Stornoway – Beachcombers Windowsill
Date Posted: 15.1.2012
British indie music has taken a bit of a beating in the last five years. Yes there have been bright points and noticeable albums but nothing really novel, exciting and invigorating. Over the past year though, British indie music seems to have got its act together. Bands such as The Drums, Two Door Cinema Club and Bombay Bicycle Club have all made notable contributions towards the development of a new style, a new swing in the hips of British music. There is one band though, that for me at least, defines this new era in British born independent music. That band is Stornoway.
Born in the heart of Oxford, Stornoway have released arguably one of the most exciting indie folk albums that the British Isles has seen in the past decade. ‘Beachcombers Windowsill’ is a journey through the roots of folk based indie pop. Its power lies in the fact that it almost seems physical. You cannot deny the album of a soul, a respiratory system that is pushed along by the rhythm section and a heart that aches, wails and frolics as lead singer Brian Briggs spins beautiful lyric after beautiful lyric.
‘Zorbing’ opens the album with bright clarity. Deep, overlaying harmonies combine with a skipping bass to give the album a bright, weightless feel. This is not an album devoid of feeling though, at times it is a heavy and cumbersome weight to carry. ‘Fuel Up’ is an obituary to the past, a lengthy ode to the long road of life, love, regret and nostalgia as Briggs laments ‘home is only a feeling you get in your mind, from the people you love and travel beside’.
Live, they are, simply incredible. I was privileged enough to catch them at Hop Farm festival this year and despite the appearing after the legendary Eagles they managed to pack out a tent full of adoring fans. I took a friend who had never heard of them before. Practically dragging him towards the stage, drunkenly jabbering about the importance of this band, their place among a blossoming new British scene. Their set consisted of a medley of double bass thumping, banjo twanging knee-slapping goodness. I am not ashamed to say I danced like a loon. Which is exactly what indie music should make you do.

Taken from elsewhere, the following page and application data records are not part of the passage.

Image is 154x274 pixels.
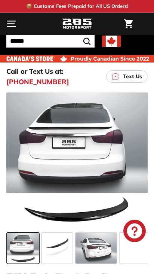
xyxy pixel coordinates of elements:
a: [PHONE_NUMBER] [6,77,69,87]
input: Search [6,35,95,48]
img: Logo_285_Motorsport_areodynamics_components [62,18,92,30]
p: Call or Text Us at: [6,66,64,76]
a: Text Us [106,70,148,83]
a: Cart [121,13,137,34]
inbox-online-store-chat: Shopify online store chat [121,220,148,244]
p: 📦 Customs Fees Prepaid for All US Orders! [26,3,128,10]
p: Text Us [123,73,142,81]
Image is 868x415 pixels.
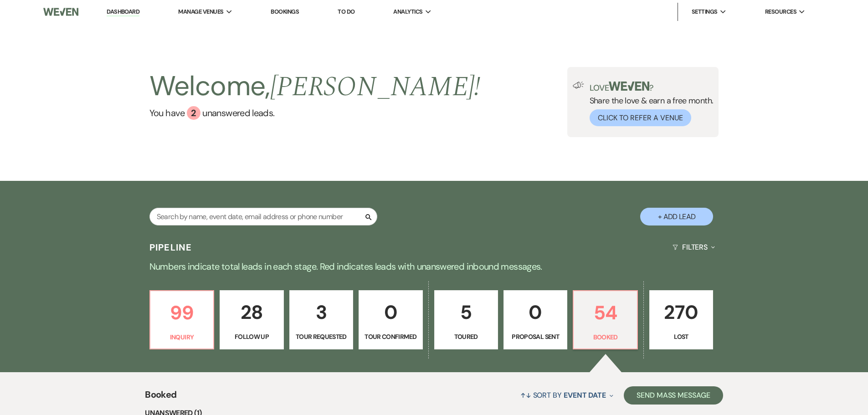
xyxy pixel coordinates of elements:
[624,386,723,404] button: Send Mass Message
[226,332,278,341] p: Follow Up
[579,297,632,328] p: 54
[590,109,692,126] button: Click to Refer a Venue
[579,332,632,342] p: Booked
[650,290,713,349] a: 270Lost
[585,81,714,126] div: Share the love & earn a free month.
[440,297,492,327] p: 5
[149,290,214,349] a: 99Inquiry
[296,297,347,327] p: 3
[640,208,713,226] button: + Add Lead
[564,390,607,400] span: Event Date
[365,332,416,341] p: Tour Confirmed
[510,332,562,341] p: Proposal Sent
[149,106,481,120] a: You have 2 unanswered leads.
[43,2,78,21] img: Weven Logo
[338,8,355,15] a: To Do
[573,290,637,349] a: 54Booked
[156,297,208,328] p: 99
[590,81,714,92] p: Love ?
[609,81,650,91] img: weven-logo-green.svg
[573,81,585,89] img: loud-speaker-illustration.svg
[149,208,377,226] input: Search by name, event date, email address or phone number
[656,297,707,327] p: 270
[226,297,278,327] p: 28
[270,66,481,108] span: [PERSON_NAME] !
[359,290,423,349] a: 0Tour Confirmed
[106,8,140,16] a: Dashboard
[365,297,416,327] p: 0
[178,8,223,16] span: Manage Venues
[393,8,423,16] span: Analytics
[149,241,192,253] h3: Pipeline
[510,297,562,327] p: 0
[656,332,707,341] p: Lost
[296,332,347,341] p: Tour Requested
[521,390,531,400] span: ↑↓
[149,67,481,106] h2: Welcome,
[187,106,201,120] div: 2
[106,259,763,273] p: Numbers indicate total leads in each stage. Red indicates leads with unanswered inbound messages.
[220,290,283,349] a: 28Follow Up
[503,290,568,349] a: 0Proposal Sent
[669,235,719,259] button: Filters
[692,8,718,16] span: Settings
[289,290,353,349] a: 3Tour Requested
[434,290,499,349] a: 5Toured
[766,8,797,16] span: Resources
[156,332,208,342] p: Inquiry
[271,8,299,15] a: Bookings
[145,387,176,407] span: Booked
[440,332,492,341] p: Toured
[517,383,617,407] button: Sort By Event Date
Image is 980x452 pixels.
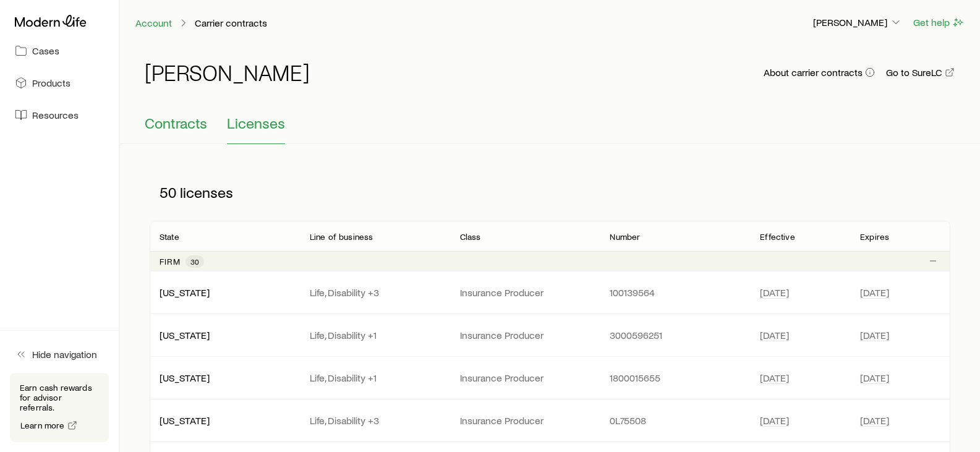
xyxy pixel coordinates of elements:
span: [DATE] [860,415,889,426]
span: Contracts [144,114,207,132]
div: Earn cash rewards for advisor referrals.Learn more [10,373,109,442]
p: [US_STATE] [159,286,290,299]
span: 30 [191,256,199,266]
h1: [PERSON_NAME] [144,60,310,85]
p: Firm [159,256,181,266]
p: Effective [759,232,794,242]
span: Hide navigation [32,348,97,361]
p: Life, Disability +1 [310,372,440,384]
span: [DATE] [860,286,889,299]
p: 3000596251 [609,329,740,342]
p: 100139564 [609,286,740,299]
span: 50 [159,183,176,201]
a: Go to SureLC [885,67,955,79]
span: Resources [32,109,79,121]
span: Learn more [21,421,65,430]
p: Insurance Producer [460,372,590,384]
p: Number [609,232,640,242]
p: Insurance Producer [460,329,590,342]
a: Resources [10,101,109,129]
p: 0L75508 [609,415,740,426]
button: About carrier contracts [763,67,876,79]
p: Insurance Producer [460,415,590,426]
span: [DATE] [860,329,889,342]
span: [DATE] [860,372,889,384]
p: State [159,232,179,242]
p: Life, Disability +3 [310,286,440,299]
a: Account [135,17,172,29]
p: Life, Disability +1 [310,329,440,342]
p: [US_STATE] [159,329,290,342]
div: Contracting sub-page tabs [144,114,955,144]
span: licenses [180,183,233,201]
button: [PERSON_NAME] [813,16,903,31]
a: Products [10,70,109,96]
p: [US_STATE] [159,415,290,426]
p: Insurance Producer [460,286,590,299]
span: [DATE] [759,372,788,384]
p: [PERSON_NAME] [813,16,902,28]
span: [DATE] [759,415,788,426]
span: [DATE] [759,286,788,299]
button: Get help [913,16,965,30]
p: Line of business [310,232,373,242]
span: Products [32,76,70,89]
p: 1800015655 [609,372,740,384]
button: Hide navigation [10,341,109,368]
p: [US_STATE] [159,372,290,384]
p: Expires [860,232,889,242]
span: [DATE] [759,329,788,342]
a: Cases [10,37,109,65]
p: Earn cash rewards for advisor referrals. [20,383,99,412]
span: Cases [32,45,60,57]
p: Life, Disability +3 [310,415,440,426]
span: Licenses [227,114,285,132]
p: Class [460,232,481,242]
p: Carrier contracts [195,17,267,29]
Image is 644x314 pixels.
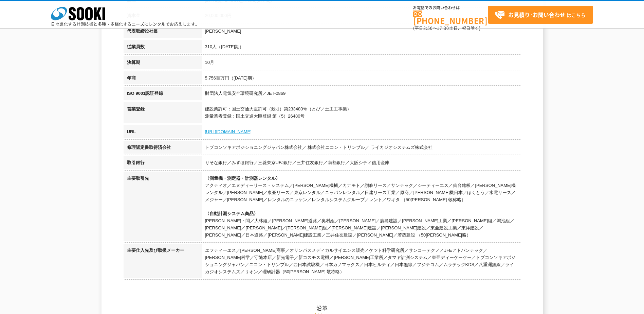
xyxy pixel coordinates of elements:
strong: お見積り･お問い合わせ [508,11,565,19]
span: 17:30 [437,25,449,31]
span: お電話でのお問い合わせは [414,6,488,10]
th: 年商 [124,71,202,87]
span: はこちら [495,10,586,20]
td: エフティーエス／[PERSON_NAME]商事／オリンパスメディカルサイエンス販売／ケツト科学研究所／サンコーテクノ／JFEアドバンテック／[PERSON_NAME]科学／守随本店／新光電子／新... [202,244,521,281]
td: アクティオ／エヌディーリース・システム／[PERSON_NAME]機械／カナモト／讃岐リース／サンテック／シーティーエス／仙台銘板／[PERSON_NAME]機レンタル／[PERSON_NAME... [202,172,521,244]
th: 代表取締役社長 [124,24,202,40]
th: 従業員数 [124,40,202,56]
span: (平日 ～ 土日、祝日除く) [414,25,480,31]
th: 主要取引先 [124,172,202,244]
td: 10月 [202,56,521,71]
td: 5,756百万円（[DATE]期） [202,71,521,87]
th: URL [124,125,202,141]
td: 財団法人電気安全環境研究所／JET-0869 [202,87,521,103]
th: 修理認定書取得済会社 [124,141,202,156]
td: 310人（[DATE]期） [202,40,521,56]
h2: 沿革 [124,236,521,312]
th: 営業登録 [124,103,202,125]
span: 〈自動計測システム商品〉 [205,211,258,216]
a: お見積り･お問い合わせはこちら [488,6,593,24]
span: 〈測量機・測定器・計測器レンタル〉 [205,176,280,181]
a: [PHONE_NUMBER] [414,11,488,24]
a: [URL][DOMAIN_NAME] [205,129,252,134]
p: 日々進化する計測技術と多種・多様化するニーズにレンタルでお応えします。 [51,22,200,26]
td: トプコンソキアポジショニングジャパン株式会社／ 株式会社ニコン・トリンブル／ ライカジオシステムズ株式会社 [202,141,521,156]
span: 8:50 [424,25,433,31]
th: 取引銀行 [124,156,202,172]
th: 決算期 [124,56,202,71]
td: りそな銀行／みずほ銀行／三菱東京UFJ銀行／三井住友銀行／南都銀行／大阪シティ信用金庫 [202,156,521,172]
td: [PERSON_NAME] [202,24,521,40]
th: ISO 9001認証登録 [124,87,202,103]
td: 建設業許可：国土交通大臣許可（般-1）第233480号（とび／土工工事業） 測量業者登録：国土交通大臣登録 第（5）26480号 [202,103,521,125]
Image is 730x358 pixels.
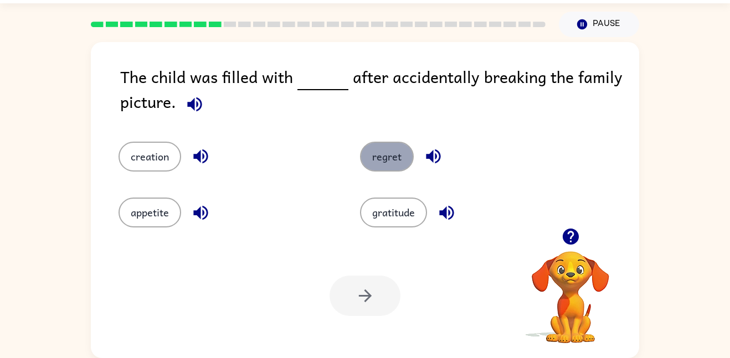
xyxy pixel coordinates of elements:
[360,142,414,172] button: regret
[120,64,639,120] div: The child was filled with after accidentally breaking the family picture.
[559,12,639,37] button: Pause
[515,234,626,345] video: Your browser must support playing .mp4 files to use Literably. Please try using another browser.
[119,198,181,228] button: appetite
[119,142,181,172] button: creation
[360,198,427,228] button: gratitude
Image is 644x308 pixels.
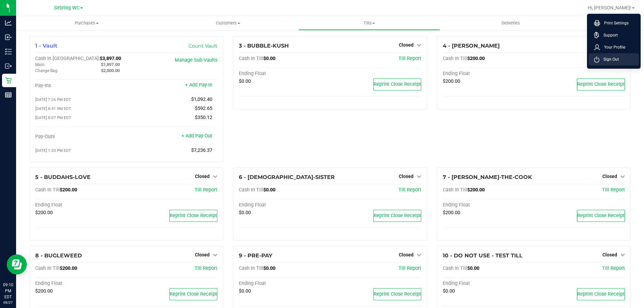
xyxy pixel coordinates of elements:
[577,292,624,297] span: Reprint Close Receipt
[6,254,27,275] iframe: Resource center
[239,288,251,294] span: $0.00
[5,48,12,55] inline-svg: Inventory
[194,187,218,193] a: Till Report
[239,265,263,271] span: Cash In Till
[3,282,13,300] p: 09:10 PM EDT
[35,68,58,73] span: Change Bag:
[5,34,12,41] inline-svg: Inbound
[195,252,209,258] span: Closed
[263,265,275,271] span: $0.00
[299,20,439,26] span: Tills
[577,213,624,219] span: Reprint Close Receipt
[577,288,625,300] button: Reprint Close Receipt
[181,133,212,139] a: + Add Pay-Out
[443,253,523,259] span: 10 - DO NOT USE - TEST TILL
[239,79,251,84] span: $0.00
[35,43,57,49] span: 1 - Vault
[5,63,12,69] inline-svg: Outbound
[443,187,467,193] span: Cash In Till
[35,265,60,271] span: Cash In Till
[60,265,77,271] span: $200.00
[35,148,71,153] span: [DATE] 1:20 PM EDT
[195,106,212,111] span: $592.65
[35,288,52,294] span: $200.00
[492,20,529,26] span: Deliveries
[100,55,121,61] span: $3,897.00
[194,265,218,271] a: Till Report
[443,202,534,208] div: Ending Float
[195,174,209,179] span: Closed
[467,187,485,193] span: $200.00
[101,62,120,67] span: $1,897.00
[239,55,263,61] span: Cash In Till
[589,53,639,65] li: Sign Out
[443,281,534,287] div: Ending Float
[600,20,628,26] span: Print Settings
[195,115,212,120] span: $350.12
[373,288,421,300] button: Reprint Close Receipt
[467,55,485,61] span: $200.00
[35,134,127,140] div: Pay-Outs
[191,97,212,102] span: $1,092.40
[443,43,500,49] span: 4 - [PERSON_NAME]
[398,265,421,271] a: Till Report
[603,174,617,179] span: Closed
[169,288,218,300] button: Reprint Close Receipt
[175,57,218,63] a: Manage Sub-Vaults
[239,281,330,287] div: Ending Float
[158,16,299,30] a: Customers
[443,71,534,77] div: Ending Float
[443,55,467,61] span: Cash In Till
[603,252,617,258] span: Closed
[467,265,480,271] span: $0.00
[35,187,60,193] span: Cash In Till
[443,174,532,180] span: 7 - [PERSON_NAME]-THE-COOK
[239,210,251,216] span: $0.00
[373,82,421,87] span: Reprint Close Receipt
[443,79,460,84] span: $200.00
[373,213,421,219] span: Reprint Close Receipt
[577,210,625,222] button: Reprint Close Receipt
[399,174,414,179] span: Closed
[3,300,13,305] p: 08/27
[398,187,421,193] a: Till Report
[602,187,625,193] a: Till Report
[443,210,460,216] span: $200.00
[373,292,421,297] span: Reprint Close Receipt
[35,210,52,216] span: $200.00
[188,43,218,49] a: Count Vault
[398,55,421,61] a: Till Report
[5,92,12,98] inline-svg: Reports
[239,174,335,180] span: 6 - [DEMOGRAPHIC_DATA]-SISTER
[577,79,625,90] button: Reprint Close Receipt
[35,62,46,67] span: Main:
[54,5,79,10] span: Sebring WC
[35,97,71,102] span: [DATE] 7:26 PM EDT
[263,55,275,61] span: $0.00
[239,253,272,259] span: 9 - PRE-PAY
[239,187,263,193] span: Cash In Till
[239,202,330,208] div: Ending Float
[60,187,77,193] span: $200.00
[35,106,71,111] span: [DATE] 8:41 PM EDT
[5,77,12,84] inline-svg: Retail
[158,20,298,26] span: Customers
[35,55,100,61] span: Cash In [GEOGRAPHIC_DATA]:
[443,265,467,271] span: Cash In Till
[35,83,127,89] div: Pay-Ins
[587,5,631,10] span: Hi, [PERSON_NAME]!
[577,82,624,87] span: Reprint Close Receipt
[599,56,619,63] span: Sign Out
[170,213,217,219] span: Reprint Close Receipt
[101,68,120,73] span: $2,000.00
[602,265,625,271] a: Till Report
[5,19,12,26] inline-svg: Analytics
[35,174,90,180] span: 5 - BUDDAHS-LOVE
[600,44,625,51] span: Your Profile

The real kicker for this album though, the real reason I have not been able to shut up about this album from the very second I got hold of it, is the delicacy of it. Every song is effortless, making this album was simply a matter of breathing for these boys, inhaling and exulting a string of songs that flow, rise, peak and trough. There is constant motion, train journeys, long car rides and musings of modern love, loss and relations in a New Britain. ‘Beachcombers Windowsill’ is an album that captures the fleeting moments that are often ‘lost between the sheets of lightning’.